**Work request:**
What you write must be the lines from the one holding "Find the location" through the final line of the records below, reproduced exactly, minus the pictures.

**Stored data entries:**

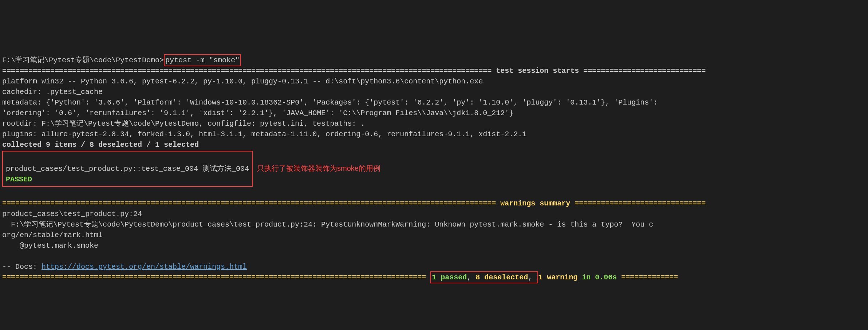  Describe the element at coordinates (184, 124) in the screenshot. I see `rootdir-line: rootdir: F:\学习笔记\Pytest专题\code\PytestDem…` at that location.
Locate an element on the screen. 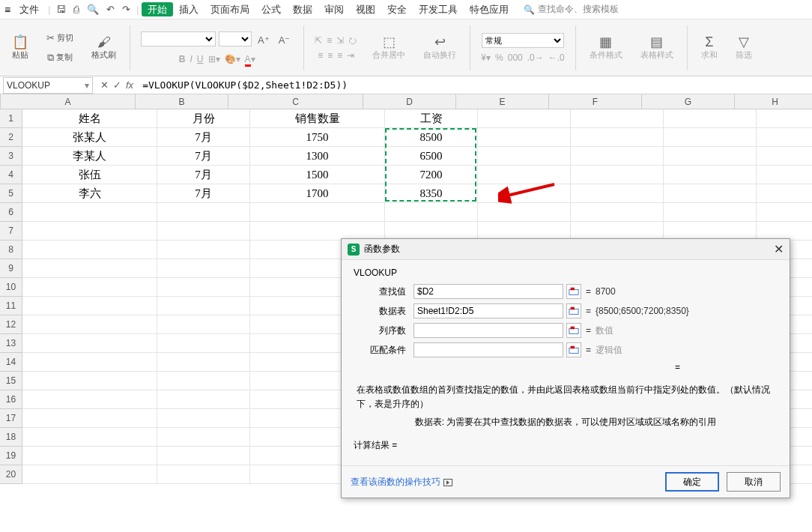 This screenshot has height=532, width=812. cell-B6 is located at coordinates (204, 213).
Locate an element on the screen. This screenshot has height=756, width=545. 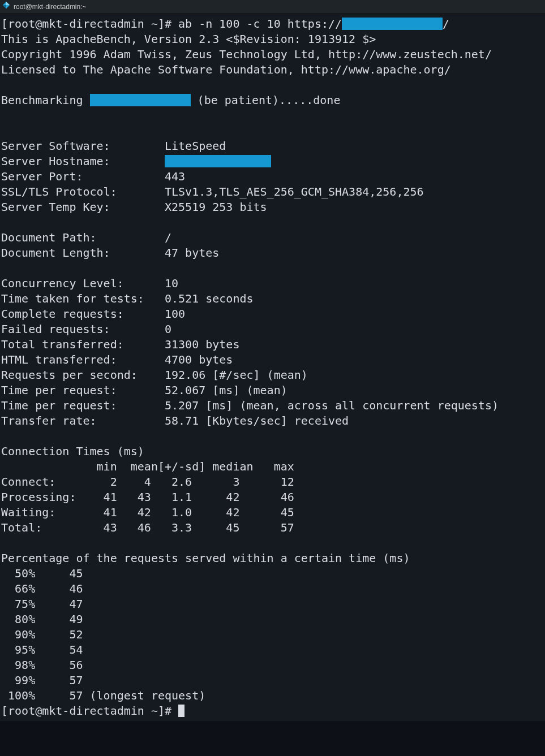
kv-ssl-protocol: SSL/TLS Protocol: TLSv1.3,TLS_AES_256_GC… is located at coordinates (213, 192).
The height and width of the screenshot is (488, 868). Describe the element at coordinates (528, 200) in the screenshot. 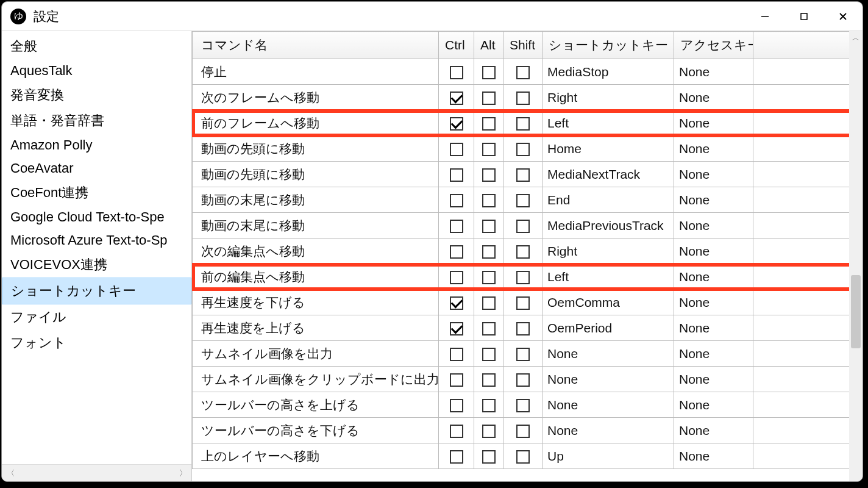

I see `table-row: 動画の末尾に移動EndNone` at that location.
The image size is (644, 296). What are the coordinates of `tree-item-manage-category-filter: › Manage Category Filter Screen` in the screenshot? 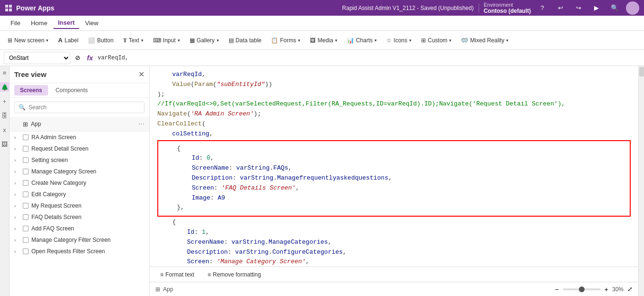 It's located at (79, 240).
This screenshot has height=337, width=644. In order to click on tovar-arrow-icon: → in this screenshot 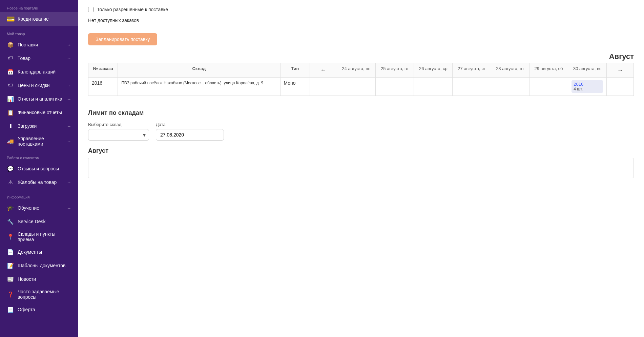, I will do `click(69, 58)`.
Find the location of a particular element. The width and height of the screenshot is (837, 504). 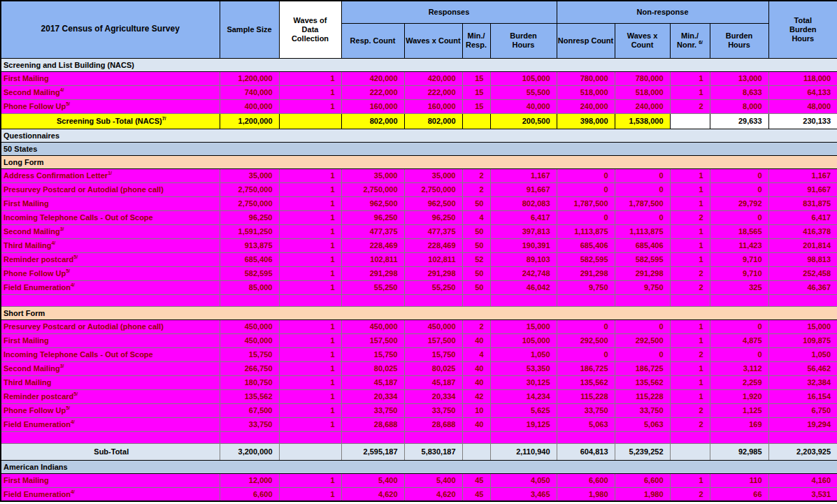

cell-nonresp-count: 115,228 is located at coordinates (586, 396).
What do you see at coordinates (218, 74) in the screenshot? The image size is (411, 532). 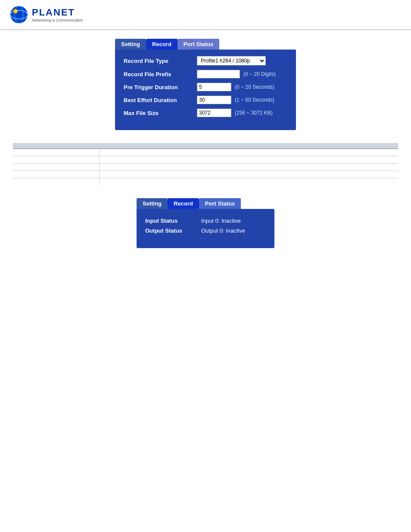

**Solution to the problem:**
Find the location of a particular element. The width and height of the screenshot is (837, 504). 

cell-nonresp-count: 115,228 is located at coordinates (586, 396).
What do you see at coordinates (218, 74) in the screenshot? The image size is (411, 532). 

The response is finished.